Gender-Affirming Care in India: A Right to Dignity and Health
Context:
A recent article underscores the pressing need for Gender-Affirming Care (GAC) in India, highlighting its vital role in safeguarding the mental health, wellbeing, and dignity of transgender and gender-diverse individuals. Despite constitutional guarantees and global recognition, access to such care in India remains limited, exposing communities to severe health and social risks.

Understanding Gender-Affirming Care (GAC):
Definition:
Gender-Affirming Care encompasses a range of medical, psychological, and social interventions that enable individuals to align their gender identity with their physical characteristics and social recognition.
Forms of GAC:
- Social Interventions: Affirmation through correct names, pronouns, and recognition in schools, workplaces, and official documentation.
- Psychological Support: Counseling, peer support, and therapy to address gender dysphoria and associated mental health challenges.
- Medical Care: Gender-Affirming Hormone Therapy (GAHT) and surgeries aimed at modifying secondary sexual characteristics when desired.
- Legal and Institutional Support: Incorporation of gender-affirming practices in healthcare, education, and workplace policies to ensure dignity and inclusion.
Example: The World Health Organization (WHO) recognizes GAC as medically necessary, not elective, due to its direct impact on wellbeing.
Why India Needs Gender-Affirming Care:
- High Mental Health Burden: Over 31% of transgender persons have attempted suicide, with nearly half doing so before age 20 (India Mental Health Survey, 2024).
- Proven Health Benefits: Access to GAC reduces depression and suicidal ideation, improving overall psychological wellbeing (JAMA Network Open, 2023).
- Constitutional Right to Dignity: Under Article 21, every individual has the right to live with dignity, which includes access to necessary healthcare.
- Bridging Social Exclusion: GAC enables social validation and self-acceptance, reducing stigma, discrimination, and barriers in education and employment.
- Public Health Priority: Recognized globally as life-saving medical care, inclusion in public health policy aligns with the Transgender Persons (Protection of Rights) Act, 2019.
Barriers to Gender-Affirming Care in India:
- Limited Medical Infrastructure: Few trained endocrinologists and lack of standardized national protocols.
- Financial Constraints: Gender-affirming surgeries cost ₹2–8 lakh, while GAHT costs ₹50,000–70,000 annually, restricting accessibility.
- Policy Gaps: Programs like Ayushman Bharat TG Plus are under-implemented with low awareness and limited hospital participation.
- Social Stigma and Discrimination: Prejudice in hospitals, workplaces, and families discourages individuals from seeking care.
- Unsafe Alternatives: Lack of formal services leads to self-medication, causing kidney and cardiovascular complications.

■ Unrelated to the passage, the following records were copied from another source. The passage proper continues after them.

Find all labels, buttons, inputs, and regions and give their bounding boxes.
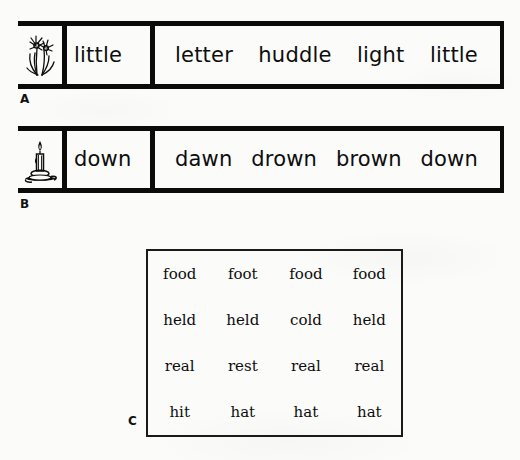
- row-a-end-bar: [500, 21, 504, 89]
- row-b-choice-1[interactable]: dawn: [175, 149, 232, 170]
- table-row: real rest real real: [148, 343, 401, 389]
- row-b-label: B: [20, 197, 30, 211]
- row-a-choice-2[interactable]: huddle: [258, 45, 331, 66]
- grid-c-cell-r2c2[interactable]: held: [211, 297, 274, 343]
- row-b-choice-3[interactable]: brown: [336, 149, 402, 170]
- grid-c-cell-r3c1[interactable]: real: [148, 343, 211, 389]
- row-a-choices-cell: letter huddle light little: [155, 26, 500, 84]
- row-a-bottom-rule: [18, 84, 504, 89]
- grid-c-cell-r1c2[interactable]: foot: [211, 251, 274, 297]
- row-a-target-cell: little: [67, 26, 150, 84]
- grid-c-cell-r3c2[interactable]: rest: [211, 343, 274, 389]
- row-a-target-word: little: [74, 45, 122, 66]
- row-b-target-word: down: [74, 149, 131, 170]
- row-a-label: A: [20, 92, 30, 106]
- row-a-choice-3[interactable]: light: [357, 45, 405, 66]
- grid-c-cell-r1c3[interactable]: food: [274, 251, 337, 297]
- grid-c-cell-r3c4[interactable]: real: [338, 343, 401, 389]
- grid-c-cell-r4c2[interactable]: hat: [211, 389, 274, 435]
- row-b-choice-2[interactable]: drown: [251, 149, 317, 170]
- row-b-choices-cell: dawn drown brown down: [155, 131, 500, 188]
- table-row: hit hat hat hat: [148, 389, 401, 435]
- row-a-icon-cell: [18, 26, 62, 84]
- grid-c-cell-r1c4[interactable]: food: [338, 251, 401, 297]
- row-a-choice-1[interactable]: letter: [175, 45, 233, 66]
- exercise-row-a: little letter huddle light little: [18, 21, 504, 89]
- grid-c-cell-r2c1[interactable]: held: [148, 297, 211, 343]
- worksheet-page: little letter huddle light little A: [0, 0, 520, 460]
- grid-c-cell-r1c1[interactable]: food: [148, 251, 211, 297]
- grid-c-cell-r2c4[interactable]: held: [338, 297, 401, 343]
- flower-icon: [24, 30, 56, 80]
- grid-c-cell-r3c3[interactable]: real: [274, 343, 337, 389]
- grid-c-label: C: [128, 414, 137, 428]
- row-b-bottom-rule: [18, 188, 504, 193]
- grid-c-cell-r2c3[interactable]: cold: [274, 297, 337, 343]
- row-b-choice-4[interactable]: down: [421, 149, 478, 170]
- row-b-icon-cell: [18, 131, 62, 188]
- grid-c-table: food foot food food held held cold held …: [148, 251, 401, 435]
- table-row: held held cold held: [148, 297, 401, 343]
- row-a-choice-4[interactable]: little: [430, 45, 478, 66]
- grid-c-box: food foot food food held held cold held …: [146, 249, 403, 437]
- row-b-target-cell: down: [67, 131, 150, 188]
- candle-icon: [20, 135, 60, 185]
- grid-c-cell-r4c4[interactable]: hat: [338, 389, 401, 435]
- table-row: food foot food food: [148, 251, 401, 297]
- row-b-end-bar: [500, 126, 504, 193]
- grid-c-cell-r4c1[interactable]: hit: [148, 389, 211, 435]
- exercise-row-b: down dawn drown brown down: [18, 126, 504, 193]
- grid-c-cell-r4c3[interactable]: hat: [274, 389, 337, 435]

Example: Reports from Hyderabad and Mumbai reveal multiple cases of hormone misuse due to absence of supervised clinics.
Consequences of Denying GAC:
- Severe Mental Health Impact: Denial fuels depression, anxiety, and suicidal behaviour; trans persons are 4–6 times more likely to attempt suicide.
- Social Isolation: Exclusion from education and employment perpetuates poverty and homelessness.
- Health Risks from Self-Medication: Unregulated hormone use causes organ failure and hormonal imbalance.
- Data Erasure in Policy: Absence of transgender-specific data in NFHS and NSSO marginalizes them from health schemes.
- Violation of Human Rights: Denial undermines constitutional equality and bodily autonomy, reinforcing systemic discrimination.
Example: Studies by TISS (2023) reveal that 65% of trans youth face healthcare rejection due to gender bias.
Way Forward:
- Integrate GAC into Public Health: Include GAC under Ayushman Bharat with free or subsidized services in government hospitals.
- Training and Sensitization: Introduce gender-sensitivity modules for medical professionals, including doctors, nurses, and psychologists.
- Community Partnerships: Collaborate with trans-led NGOs for outreach, peer counseling, and local healthcare facilitation.
- Legal and Policy Reform: Enforce inclusive insurance policies and establish national GAC guidelines for standardized care.
- Data and Research Investment: Conduct nationwide surveys on transgender health for evidence-based policymaking.
- Awareness Campaigns: Promote public understanding of GAC to combat myths and reduce stigma.
Example: Tamil Nadu’s state-run gender clinics and Kerala’s Transgender Cell demonstrate successful integrated healthcare delivery models.
Conclusion:
Gender-affirming care is a fundamental medical and human right, critical for mental and physical wellbeing. India must act decisively to make GAC accessible, affordable, and dignified, embedding it within an inclusive, rights-based public health framework. Achieving mental health equity requires that every individual, regardless of gender identity, has the freedom to live, heal, and thrive with dignity.